Does your back or neck hurt?
What information are we missing? It should not have to be this way! If it’s aging, the passage of time, why doesn’t everyone over a certain age have these problems? And why do some very young people, in their 20’s and teens even, have these problems? Why do some of us recover more fully from accidents than others? Why do some of us remain fit and active far longer than others? What makes the difference between those who breeze comfortably through life, and those who seem to suffer successive aches, pains and injuries?
“Everyone wants to be right, but no one stops to consider if their idea of right is right” – FM Alexander
There is no shortage of advice and injunctions. We all know about the desirability of relaxation, flexibility, good posture and the absence of tension.
Yet by the end of the day your shoulders ache, or perhaps it’s your neck or your lower back. You’ve tried to improve your posture. You’ve done various exercises, stretches, treatments. They work, up to a point. Your approach is palliative, a management strategy. Things are OK most of the time, but occasional periods of more pain, or a real “back attack” get you. You see your therapist of choice, the pain mostly goes away, until next time. Perhaps you feel you are “just getting older”; some activities are a little circumscribed, perhaps knees are giving a bit of trouble, or your flexibility is decreasing.
Or else you’ve had a diagnosis of something actually “wrong” – scoliosis perhaps, or part of your spine is “too straight”, or else you have osteophytes, or disc degeneration. You have been told that “nothing can be done, you’ll just have to live with it”. Maybe you have a special exercise or stretching routine that keeps the symptoms under control, but you know you might be in trouble if you miss a day or two.
Despite our best intentions, despite relaxation classes, fitness classes and Eastern disciplines, despite stretching exercises, posture exercises, taping and Californian know-how, we’re still tense and uncomfortable in our bodies, with aching backs, sore necks, stiff shoulders, injuries and named conditions. Diagnosis of a named condition can also give the impression of permanence, so that one does not look further for a solution, and not learn to exercise the choices that can make a big difference.
We don’t even know it is there. The hidden part, the unseen portion of the problem, is that many of us get stuck in a certain level of tension, or fixity, or distortion, or holding, which becomes built in to our habitual way of being. We become accustomed to “typist’s hunch”, “jogger’s slump”, “mother’s hip”, “driver’s neck”, “student’s shoulder” and the like. Because it is there all the time, our own individual holding pattern simply slips below the level of our conscious awareness.
Our own personal pattern of “use” can levy a hidden strain, lowering performance and predisposing us to injury and back pain. Yet we remain unconscious of the fact that the pain we are in may be a cumulative result of strains we are inadvertently imposing on ourselves, day in, day out. In other words, it’s the things that we don’t know that we are doing, that may be at the root of back or neck pain.

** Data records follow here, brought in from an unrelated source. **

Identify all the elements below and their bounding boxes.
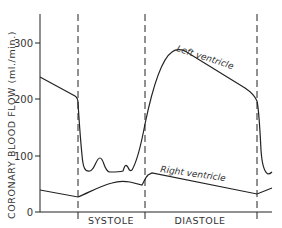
y-axis-label: CORONARY BLOOD FLOW (ml./min.) (6, 31, 17, 219)
right-ventricle-curve (40, 173, 272, 197)
chart-svg: 300 200 100 0 CORONARY BLOOD FLOW (ml./m… (0, 0, 282, 228)
right-ventricle-annotation: Right ventricle (160, 164, 227, 183)
left-ventricle-annotation: Left ventricle (175, 43, 235, 71)
y-tick-label-0: 0 (27, 207, 33, 218)
coronary-flow-chart: 300 200 100 0 CORONARY BLOOD FLOW (ml./m… (0, 0, 282, 228)
left-ventricle-curve (40, 50, 272, 174)
diastole-label: DIASTOLE (174, 215, 225, 226)
systole-label: SYSTOLE (88, 215, 134, 226)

Our individual movement and postural patterns, comprising our way of applying ourselves across all our activities, may encompass compensatory mal-adaptations to earlier injuries or on-going adjustments that generate further strain and injury.

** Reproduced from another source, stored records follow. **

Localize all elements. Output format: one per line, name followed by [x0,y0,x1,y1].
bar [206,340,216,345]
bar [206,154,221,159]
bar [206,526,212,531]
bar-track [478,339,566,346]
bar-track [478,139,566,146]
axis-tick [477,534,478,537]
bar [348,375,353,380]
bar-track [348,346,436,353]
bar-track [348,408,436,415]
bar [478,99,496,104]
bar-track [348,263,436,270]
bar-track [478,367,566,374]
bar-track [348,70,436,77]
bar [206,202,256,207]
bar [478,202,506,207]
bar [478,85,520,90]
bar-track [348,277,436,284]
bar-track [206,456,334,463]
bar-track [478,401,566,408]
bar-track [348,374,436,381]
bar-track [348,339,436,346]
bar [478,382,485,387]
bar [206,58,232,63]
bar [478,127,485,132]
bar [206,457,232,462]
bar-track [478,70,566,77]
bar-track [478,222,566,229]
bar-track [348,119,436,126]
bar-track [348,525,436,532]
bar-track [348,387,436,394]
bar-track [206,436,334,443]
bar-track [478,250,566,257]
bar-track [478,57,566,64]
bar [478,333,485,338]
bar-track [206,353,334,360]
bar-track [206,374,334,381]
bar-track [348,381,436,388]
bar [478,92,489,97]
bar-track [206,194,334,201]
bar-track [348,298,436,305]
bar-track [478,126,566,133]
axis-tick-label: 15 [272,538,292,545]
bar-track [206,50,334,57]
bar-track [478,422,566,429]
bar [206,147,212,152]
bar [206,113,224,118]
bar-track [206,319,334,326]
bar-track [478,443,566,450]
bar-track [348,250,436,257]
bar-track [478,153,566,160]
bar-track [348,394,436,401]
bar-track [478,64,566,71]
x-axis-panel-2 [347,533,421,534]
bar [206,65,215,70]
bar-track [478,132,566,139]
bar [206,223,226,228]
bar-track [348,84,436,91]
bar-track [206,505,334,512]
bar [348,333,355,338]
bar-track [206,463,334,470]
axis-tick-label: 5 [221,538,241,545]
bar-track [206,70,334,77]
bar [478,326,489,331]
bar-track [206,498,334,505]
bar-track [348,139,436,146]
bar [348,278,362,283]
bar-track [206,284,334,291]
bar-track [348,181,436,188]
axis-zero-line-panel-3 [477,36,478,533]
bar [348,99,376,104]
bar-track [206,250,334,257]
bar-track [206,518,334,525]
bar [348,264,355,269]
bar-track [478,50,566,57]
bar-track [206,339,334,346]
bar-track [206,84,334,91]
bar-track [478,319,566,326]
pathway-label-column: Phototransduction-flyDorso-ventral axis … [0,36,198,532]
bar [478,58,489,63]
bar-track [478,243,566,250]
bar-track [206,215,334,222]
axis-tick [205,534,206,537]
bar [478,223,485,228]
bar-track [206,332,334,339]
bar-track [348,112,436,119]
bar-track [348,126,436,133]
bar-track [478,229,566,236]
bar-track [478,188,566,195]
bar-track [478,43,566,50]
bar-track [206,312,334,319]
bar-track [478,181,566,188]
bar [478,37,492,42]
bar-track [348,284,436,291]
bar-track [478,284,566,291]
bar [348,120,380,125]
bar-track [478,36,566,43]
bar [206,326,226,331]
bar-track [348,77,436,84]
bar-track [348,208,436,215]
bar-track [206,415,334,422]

This personal pattern, for better or worse, comprises the matrix out of which all our actions are performed; exercise, relaxation, work, leisure. It is precisely in unravelling these patterns that the Alexander Technique of neuromuscular re-education sheds light and may be invaluable.
No other body of knowledge encompasses this depth of understanding of (body)-use, which can simplify and cut through problems which have defied specialists of all persuasions.

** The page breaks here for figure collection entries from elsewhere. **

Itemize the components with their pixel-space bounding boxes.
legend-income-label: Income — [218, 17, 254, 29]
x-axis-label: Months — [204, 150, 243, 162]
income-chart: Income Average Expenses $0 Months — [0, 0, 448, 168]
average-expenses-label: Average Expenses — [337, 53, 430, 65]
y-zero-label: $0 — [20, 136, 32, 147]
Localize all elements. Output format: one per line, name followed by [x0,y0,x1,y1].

How are you “wearing” yourself? Aches, pains and even degeneration may be symptoms of a hidden problem. Until the “conditions of use”, ie the individual’s habitual holding pattern or way of “wearing” themselves, has been adequately assessed, the diagnosis has only been partial. If there is an undiagnosed pattern of movement which involves, for example, unremitting pressure through the lower back, then until that pressure-producing habit is changed, the results of the pressure (ie pain) will continue.
An Alexander Technique teacher is highly trained to recognise poor habits of “use”, assessing where and how a person is introducing unnecessary strain into their posture and way of being. The Alexander Technique teacher brings to your attention things you are doing that you are unaware of. That is, (s)he helps you to extend your choice in the way that you move, act and react. ….You learn a new way of moving; sitting, standing, applying yourself across the range of your activities with less strain, less effort and less energy. You begin to feel lighter and freer as old habits are unlearned. Pain, even of many years’ standing, may start to dissipate.
Whatever our situation, we can learn to minimise strain, and work with ourselves, rather than mechanically performing mindless exercises, stretches or forcing “right” positions, and ultimately fighting what could be perfectly natural, comfortable, strain-free and sustainable.